By Noah Allison–

College tennis is a year round sport. However, come springtime, the individual athletes combine for the team season. A season where match by match an individual’s contribution can be the single difference between team victory and defeat.

Rex Ecarma’s men sit on an 8-2 record and are in the midst of a six-match win streak.

In many ways, the team tennis format is very much like a race.

Winning a team tennis competition means one school has won four points out of the seven possible.

The first point is earned by winning the doubles competition. There are then six singles matches in which each victory is a point. Thus, a team can win the doubles point and three of the six singles matches to get a win. Or they can suffer a loss in doubles and win four singles matches to get the four points required to win.

Despite the fact that a team can win the meet without winning the doubles point, doubles is still perhaps the most important point of the meet.

The meet starts with three doubles matches. Three pairs of players represent each school and whichever school wins two of the three doubles matches gets that first point of the day.

“You know, you would probably say its only 25 percent, because its one of the four points you need to win. But it’s a momentum changer. The doubles point is huge; it sets the tone for the rest of the day,” senior captain Sebastian Stiefelmeyer said. “Its hard to win a match against a good team without the doubles point.”

Louisville is undefeated when winning the doubles point. Louisville’s two losses on the season coincide with the only two meets in which U of L did not win the doubles point.

“That doubles point really, on paper, counts as one, but it feels like two. It’s a big momentum maker,” head coach Rex Ecarma added.

But quickly after the doubles competition, the two schools break up into singles competition. From that point on, the next six singles matches determine the outcome of the meet.

When you’ve got six different courts competing for the first three points, or four points depending on who wins doubles, there is a certain degree of urgency placed upon the players to win and win quickly. It’s one thing to have to win your match, it’s another to have to win your match faster than other guys are winning or losing their matches.

“Timing is really important; it adds to the pressure of the match. When, say you’re down one game to three, you’re trying to hang on and extend a match. When you’re up three games to one you are trying to speed up and put the match away,” Ecarma said.

Winning before your team loses adds to the urgency that one has to try and play with.

“Especially with the shortened format, you really have to be urgent from the first point and those first couple breaks. If you get one break, especially in doubles, the match can be over in 20 minutes,” senior Chris Simmich said.

To paint another picture, a single player can win his or her match. But if it takes them an hour and a half, the other team could have won the rest of the matches before that player got his or her team the point.

Regardless, at the end of the day, the most important thing to do is just win your match.

“The way that we prepare for it is they have to focus and put themselves in a bubble,” Ecarma said. “The guys on the side that aren’t playing are going to do the cheering, the encouraging, being loud. But the guys on the court, I want them to put a cocoon over their head and really not look around too much, and just focus on the court.”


• Task item:
Look for the line with "Output each element" in the entries below, then extract that line and all lines after it exactly, with pictures left out.
[[ Study material, beginning ]]
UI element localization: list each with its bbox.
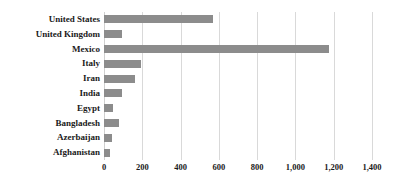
- y-axis-label: United States: [0, 12, 100, 27]
- bar[interactable]: [104, 75, 135, 83]
- bar-row[interactable]: [104, 56, 141, 71]
- bar[interactable]: [104, 149, 110, 157]
- bar[interactable]: [104, 30, 122, 38]
- x-axis-tick-label: 400: [174, 162, 187, 172]
- bar[interactable]: [104, 60, 141, 68]
- bar-row[interactable]: [104, 116, 119, 131]
- x-axis-tick-label: 0: [102, 162, 106, 172]
- bar-row[interactable]: [104, 101, 113, 116]
- y-axis-category-labels: United StatesUnited KingdomMexicoItalyIr…: [0, 12, 100, 160]
- y-axis-label: Azerbaijan: [0, 130, 100, 145]
- bars-layer: [104, 12, 372, 160]
- bar-row[interactable]: [104, 86, 122, 101]
- bar[interactable]: [104, 45, 329, 53]
- bar[interactable]: [104, 134, 112, 142]
- x-axis-tick-label: 1,000: [286, 162, 305, 172]
- x-axis-tick-labels: 02004006008001,0001,2001,400: [104, 162, 372, 178]
- x-axis-tick-label: 200: [136, 162, 149, 172]
- y-axis-label: Afghanistan: [0, 145, 100, 160]
- y-axis-label: Bangladesh: [0, 116, 100, 131]
- gridline-1400: [372, 12, 373, 160]
- plot-area: [104, 12, 372, 160]
- bar-row[interactable]: [104, 145, 110, 160]
- y-axis-label: Italy: [0, 56, 100, 71]
- bar-row[interactable]: [104, 130, 112, 145]
- bar[interactable]: [104, 15, 213, 23]
- x-axis-tick-label: 800: [251, 162, 264, 172]
- bar[interactable]: [104, 89, 122, 97]
- bar-row[interactable]: [104, 71, 135, 86]
- bar[interactable]: [104, 104, 113, 112]
- bar[interactable]: [104, 119, 119, 127]
- y-axis-label: Iran: [0, 71, 100, 86]
- bar-row[interactable]: [104, 27, 122, 42]
- bar-chart: United StatesUnited KingdomMexicoItalyIr…: [0, 0, 399, 192]
- x-axis-tick-label: 1,400: [362, 162, 381, 172]
- x-axis-tick-label: 1,200: [324, 162, 343, 172]
- y-axis-label: Mexico: [0, 42, 100, 57]
- y-axis-label: Egypt: [0, 101, 100, 116]
- bar-row[interactable]: [104, 12, 213, 27]
- bar-row[interactable]: [104, 42, 329, 57]
- y-axis-label: India: [0, 86, 100, 101]
- y-axis-label: United Kingdom: [0, 27, 100, 42]
- x-axis-tick-label: 600: [212, 162, 225, 172]
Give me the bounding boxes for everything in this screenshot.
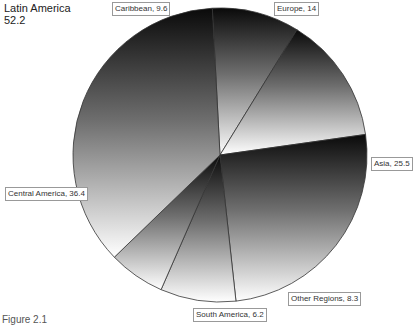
label-caribbean: Caribbean, 9.6 bbox=[112, 2, 170, 16]
label-south-america: South America, 6.2 bbox=[193, 308, 267, 322]
pie-slice-asia bbox=[220, 134, 367, 301]
label-asia: Asia, 25.5 bbox=[371, 157, 413, 171]
label-central-america: Central America, 36.4 bbox=[5, 187, 88, 201]
label-other-regions: Other Regions, 8.3 bbox=[288, 292, 361, 306]
figure-caption: Figure 2.1 bbox=[2, 314, 47, 325]
label-europe: Europe, 14 bbox=[274, 2, 319, 16]
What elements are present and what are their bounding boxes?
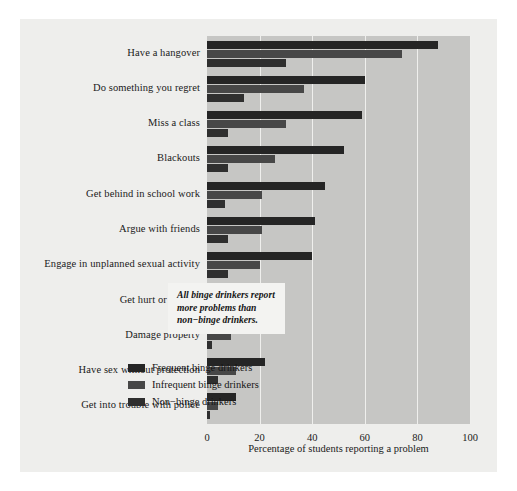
x-tick-label-60: 60	[360, 432, 371, 443]
x-tick-label-100: 100	[462, 432, 478, 443]
gridline-100	[470, 36, 471, 424]
bar	[207, 85, 304, 93]
annotation-line-1: All binge drinkers report	[177, 289, 277, 302]
bar	[207, 235, 228, 243]
legend-item: Frequent binge drinkers	[128, 359, 259, 376]
legend-item: Non−binge drinkers	[128, 393, 259, 410]
bar	[207, 270, 228, 278]
x-axis-title: Percentage of students reporting a probl…	[207, 443, 470, 454]
bar	[207, 182, 325, 190]
bar	[207, 200, 225, 208]
x-tick-label-0: 0	[204, 432, 209, 443]
bar	[207, 226, 262, 234]
bar	[207, 252, 312, 260]
legend-label: Frequent binge drinkers	[152, 362, 252, 373]
legend-swatch	[128, 398, 145, 406]
legend-label: Infrequent binge drinkers	[152, 379, 259, 390]
category-label: Miss a class	[148, 117, 200, 128]
bar	[207, 341, 212, 349]
bar	[207, 155, 275, 163]
bar	[207, 94, 244, 102]
x-tick-label-80: 80	[412, 432, 423, 443]
bar-group	[207, 217, 470, 243]
category-label: Get behind in school work	[86, 188, 200, 199]
x-tick-label-40: 40	[307, 432, 318, 443]
bar-group	[207, 252, 470, 278]
bar-group	[207, 182, 470, 208]
bar	[207, 41, 438, 49]
bar-group	[207, 146, 470, 172]
bar-group	[207, 111, 470, 137]
bar	[207, 261, 260, 269]
bar	[207, 120, 286, 128]
bar	[207, 146, 344, 154]
category-label: Have a hangover	[127, 47, 200, 58]
bar-group	[207, 41, 470, 67]
bar	[207, 111, 362, 119]
bar-group	[207, 76, 470, 102]
bar	[207, 59, 286, 67]
bar	[207, 191, 262, 199]
annotation-callout: All binge drinkers report more problems …	[168, 283, 285, 334]
bar	[207, 411, 210, 419]
x-tick-label-20: 20	[254, 432, 265, 443]
bar	[207, 76, 365, 84]
legend-swatch	[128, 364, 145, 372]
bar	[207, 217, 315, 225]
chart-legend: Frequent binge drinkersInfrequent binge …	[128, 359, 259, 410]
category-label: Argue with friends	[119, 223, 200, 234]
annotation-line-3: non−binge drinkers.	[177, 314, 277, 327]
legend-swatch	[128, 381, 145, 389]
chart-figure: Have a hangoverDo something you regretMi…	[20, 19, 497, 472]
category-label: Blackouts	[157, 152, 200, 163]
bar	[207, 50, 402, 58]
bar	[207, 164, 228, 172]
category-label: Engage in unplanned sexual activity	[44, 258, 200, 269]
annotation-line-2: more problems than	[177, 302, 277, 315]
bar	[207, 129, 228, 137]
legend-item: Infrequent binge drinkers	[128, 376, 259, 393]
category-label: Do something you regret	[93, 82, 200, 93]
legend-label: Non−binge drinkers	[152, 396, 236, 407]
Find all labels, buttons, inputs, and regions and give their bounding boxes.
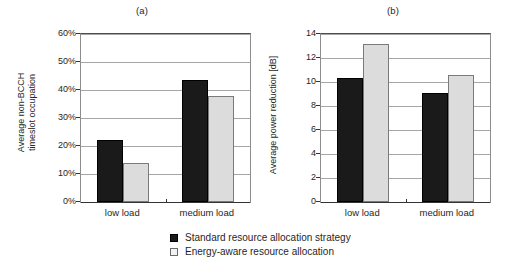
panel-a-y-tick-labels: 0%10%20%30%40%50%60% xyxy=(40,33,76,203)
y-tick-label: 10 xyxy=(306,76,316,86)
panel-a-y-axis-label-line2: timeslot occupation xyxy=(27,74,37,151)
bar xyxy=(448,75,474,202)
x-tick-label: medium load xyxy=(420,207,474,218)
y-tick-label: 20% xyxy=(58,140,76,150)
panel-a-title: (a) xyxy=(0,5,256,16)
legend-item-energy-aware: Energy-aware resource allocation xyxy=(170,246,334,257)
panel-a-plot-area xyxy=(80,33,251,203)
legend-item-standard: Standard resource allocation strategy xyxy=(170,232,351,243)
gridline xyxy=(81,90,250,91)
y-tick-label: 40% xyxy=(58,84,76,94)
panel-b-plot-area xyxy=(320,33,491,203)
y-tick-label: 0% xyxy=(63,196,76,206)
panel-a-y-axis-label-line1: Average non-BCCH xyxy=(16,73,26,152)
chart-legend: Standard resource allocation strategy En… xyxy=(0,232,512,257)
bar xyxy=(422,93,448,202)
bar xyxy=(182,80,208,202)
bar xyxy=(208,96,234,202)
panel-b-y-tick-labels: 02468101214 xyxy=(292,33,316,203)
gridline xyxy=(321,34,490,35)
gridline xyxy=(81,62,250,63)
gridline xyxy=(321,58,490,59)
y-tick-label: 12 xyxy=(306,52,316,62)
gridline xyxy=(81,34,250,35)
y-tick-label: 14 xyxy=(306,28,316,38)
y-tick-label: 10% xyxy=(58,168,76,178)
x-tick-label: low load xyxy=(345,207,380,218)
x-tick-mark xyxy=(166,199,167,203)
bar xyxy=(123,163,149,202)
bar xyxy=(337,78,363,202)
legend-label-energy-aware: Energy-aware resource allocation xyxy=(185,246,334,257)
panel-b-y-axis-label: Average power reduction [dB] xyxy=(268,30,279,200)
panel-a-y-axis-label: Average non-BCCH timeslot occupation xyxy=(16,30,37,195)
bar xyxy=(97,140,123,202)
x-tick-mark xyxy=(406,199,407,203)
y-tick-label: 60% xyxy=(58,28,76,38)
legend-swatch-open-square-icon xyxy=(170,248,178,256)
y-tick-label: 30% xyxy=(58,112,76,122)
panel-b-x-tick-labels: low loadmedium load xyxy=(0,207,512,221)
y-tick-label: 50% xyxy=(58,56,76,66)
chart-panel-a: (a) Average non-BCCH timeslot occupation… xyxy=(0,0,256,228)
panel-b-bars xyxy=(321,34,490,202)
figure-container: (a) Average non-BCCH timeslot occupation… xyxy=(0,0,512,275)
legend-swatch-filled-square-icon xyxy=(170,234,178,242)
legend-label-standard: Standard resource allocation strategy xyxy=(185,232,351,243)
panel-b-title: (b) xyxy=(256,5,512,16)
bar xyxy=(363,44,389,202)
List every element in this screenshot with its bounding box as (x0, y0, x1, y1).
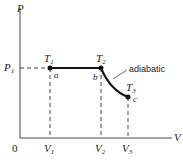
x-axis-label: V (174, 131, 182, 143)
pv-diagram: P V 0 P1 T1 T2 T3 a b c adiabatic V1 V2 … (0, 0, 183, 163)
point-a (48, 66, 53, 71)
adiabatic-leader (113, 70, 127, 79)
t3-label: T3 (126, 81, 136, 95)
point-c (126, 95, 131, 100)
origin-label: 0 (12, 142, 18, 154)
v1-label: V1 (44, 142, 54, 156)
point-c-label: c (133, 94, 137, 104)
v3-label: V3 (122, 142, 133, 156)
point-b (99, 66, 104, 71)
adiabatic-label: adiabatic (129, 64, 166, 74)
point-a-label: a (54, 70, 59, 80)
v2-label: V2 (95, 142, 106, 156)
t2-label: T2 (96, 52, 106, 66)
p1-label: P1 (3, 61, 14, 75)
t1-label: T1 (44, 52, 54, 66)
y-axis-label: P (16, 2, 24, 14)
point-b-label: b (93, 72, 98, 82)
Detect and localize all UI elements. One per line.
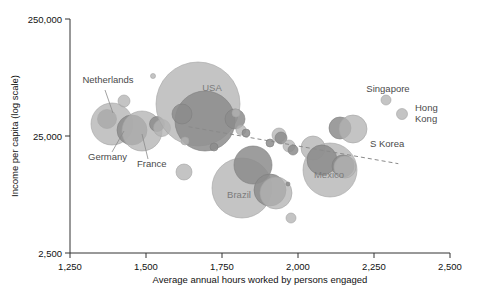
y-tick-label-250000: 250,000 <box>28 14 62 25</box>
x-tick-label-1500: 1,500 <box>134 261 158 272</box>
bubble-usa-sm-low[interactable] <box>210 143 218 151</box>
y-tick-label-25000: 25,000 <box>33 131 62 142</box>
bubble-usa-dk-left[interactable] <box>172 104 192 124</box>
x-tick-label-2250: 2,250 <box>362 261 386 272</box>
label-s-korea: S Korea <box>370 138 405 149</box>
bubble-mid-cluster-d[interactable] <box>288 145 298 155</box>
x-tick-label-1750: 1,750 <box>210 261 234 272</box>
bubble-hongkong[interactable] <box>397 109 408 120</box>
bubble-edge-c[interactable] <box>232 109 240 117</box>
y-tick-label-2500: 2,500 <box>38 248 62 259</box>
chart-canvas: 1,2501,5001,7502,0002,2502,500250,00025,… <box>0 0 478 302</box>
bubble-skorea-light[interactable] <box>339 115 367 143</box>
bubble-tiny-top[interactable] <box>151 74 156 79</box>
x-axis-title: Average annual hours worked by persons e… <box>153 274 368 285</box>
y-axis-title: Income per capita (log scale) <box>9 75 20 197</box>
label-france: France <box>137 158 167 169</box>
x-tick-label-2000: 2,000 <box>286 261 310 272</box>
label-netherlands: Netherlands <box>82 74 133 85</box>
label-germany: Germany <box>88 151 127 162</box>
x-tick-label-2500: 2,500 <box>438 261 462 272</box>
bubble-br-bottom-dot[interactable] <box>286 213 296 223</box>
bubble-chart: 1,2501,5001,7502,0002,2502,500250,00025,… <box>0 0 478 302</box>
bubble-edge-b[interactable] <box>242 129 250 137</box>
label-usa: USA <box>202 82 222 93</box>
label-hong: Hong <box>415 102 438 113</box>
bubble-br-light-low[interactable] <box>260 177 292 209</box>
label-brazil: Brazil <box>227 189 251 200</box>
x-tick-label-1250: 1,250 <box>58 261 82 272</box>
bubble-br-tiny[interactable] <box>286 182 290 186</box>
bubble-singapore[interactable] <box>381 95 391 105</box>
label-kong: Kong <box>415 113 437 124</box>
chart-background <box>0 0 478 302</box>
bubble-mid-float[interactable] <box>176 164 192 180</box>
label-singapore: Singapore <box>366 83 409 94</box>
label-mexico: Mexico <box>314 169 344 180</box>
bubble-nl-small-top[interactable] <box>118 95 130 107</box>
bubble-usa-sm-lowleft[interactable] <box>181 137 189 145</box>
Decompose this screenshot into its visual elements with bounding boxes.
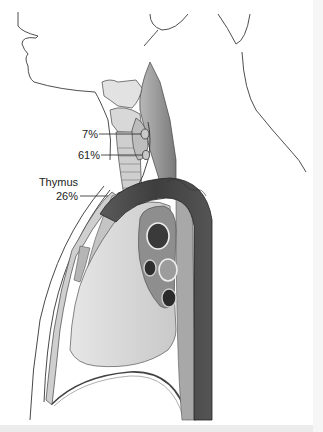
label-thymus: Thymus bbox=[20, 176, 78, 188]
anatomy-illustration bbox=[0, 0, 323, 432]
label-thymus-parathyroid-26pct: 26% bbox=[44, 190, 78, 202]
posterior-muscle-column bbox=[176, 196, 196, 420]
diaphragm bbox=[52, 372, 188, 420]
bronchus-section-left bbox=[144, 260, 156, 276]
image-border-right bbox=[313, 0, 323, 432]
jaw-outline bbox=[150, 14, 188, 30]
label-upper-parathyroid-7pct: 7% bbox=[70, 128, 98, 140]
diaphragm-inner bbox=[54, 376, 184, 420]
ear-lobe-outline bbox=[144, 30, 158, 46]
pulmonary-artery-section bbox=[147, 223, 169, 249]
label-lower-parathyroid-61pct: 61% bbox=[68, 149, 100, 161]
bronchus-section-lower bbox=[162, 289, 176, 307]
figure-canvas: 7% 61% Thymus 26% bbox=[0, 0, 323, 432]
lower-parathyroid-gland bbox=[143, 151, 150, 160]
thyroid-cartilage bbox=[102, 80, 142, 108]
back-neck-outline bbox=[218, 14, 306, 172]
image-border-bottom bbox=[0, 425, 313, 432]
upper-parathyroid-gland bbox=[141, 129, 149, 139]
pulmonary-vein-section bbox=[159, 259, 177, 281]
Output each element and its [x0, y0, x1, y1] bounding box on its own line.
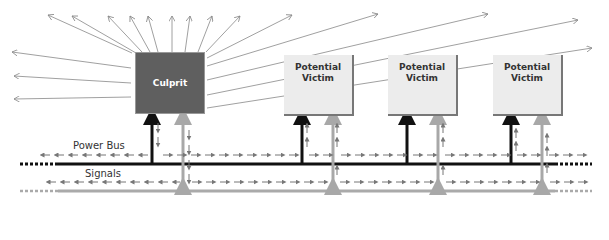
signals-label: Signals — [85, 168, 121, 179]
culprit-box: Culprit — [135, 52, 205, 114]
victim-box-2: Potential Victim — [388, 55, 458, 116]
connections — [152, 116, 542, 186]
vertical-noise-arrows — [158, 123, 547, 182]
victim-box-3: Potential Victim — [493, 55, 563, 116]
victim-box-1: Potential Victim — [284, 55, 354, 116]
victim-label: Potential Victim — [504, 62, 550, 114]
victim-label: Potential Victim — [399, 62, 445, 114]
power-bus-label: Power Bus — [73, 140, 125, 151]
victim-label: Potential Victim — [295, 62, 341, 114]
culprit-label: Culprit — [153, 78, 187, 88]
[[ Study material, end ]]
• Solution:
Output each element and its [x0, y0, x1, y1] bounding box on its own line.
signals-label: Signals — [85, 168, 121, 179]
culprit-box: Culprit — [135, 52, 205, 114]
victim-box-2: Potential Victim — [388, 55, 458, 116]
connections — [152, 116, 542, 186]
vertical-noise-arrows — [158, 123, 547, 182]
victim-box-3: Potential Victim — [493, 55, 563, 116]
victim-box-1: Potential Victim — [284, 55, 354, 116]
victim-label: Potential Victim — [504, 62, 550, 114]
victim-label: Potential Victim — [399, 62, 445, 114]
power-bus-label: Power Bus — [73, 140, 125, 151]
victim-label: Potential Victim — [295, 62, 341, 114]
culprit-label: Culprit — [153, 78, 187, 88]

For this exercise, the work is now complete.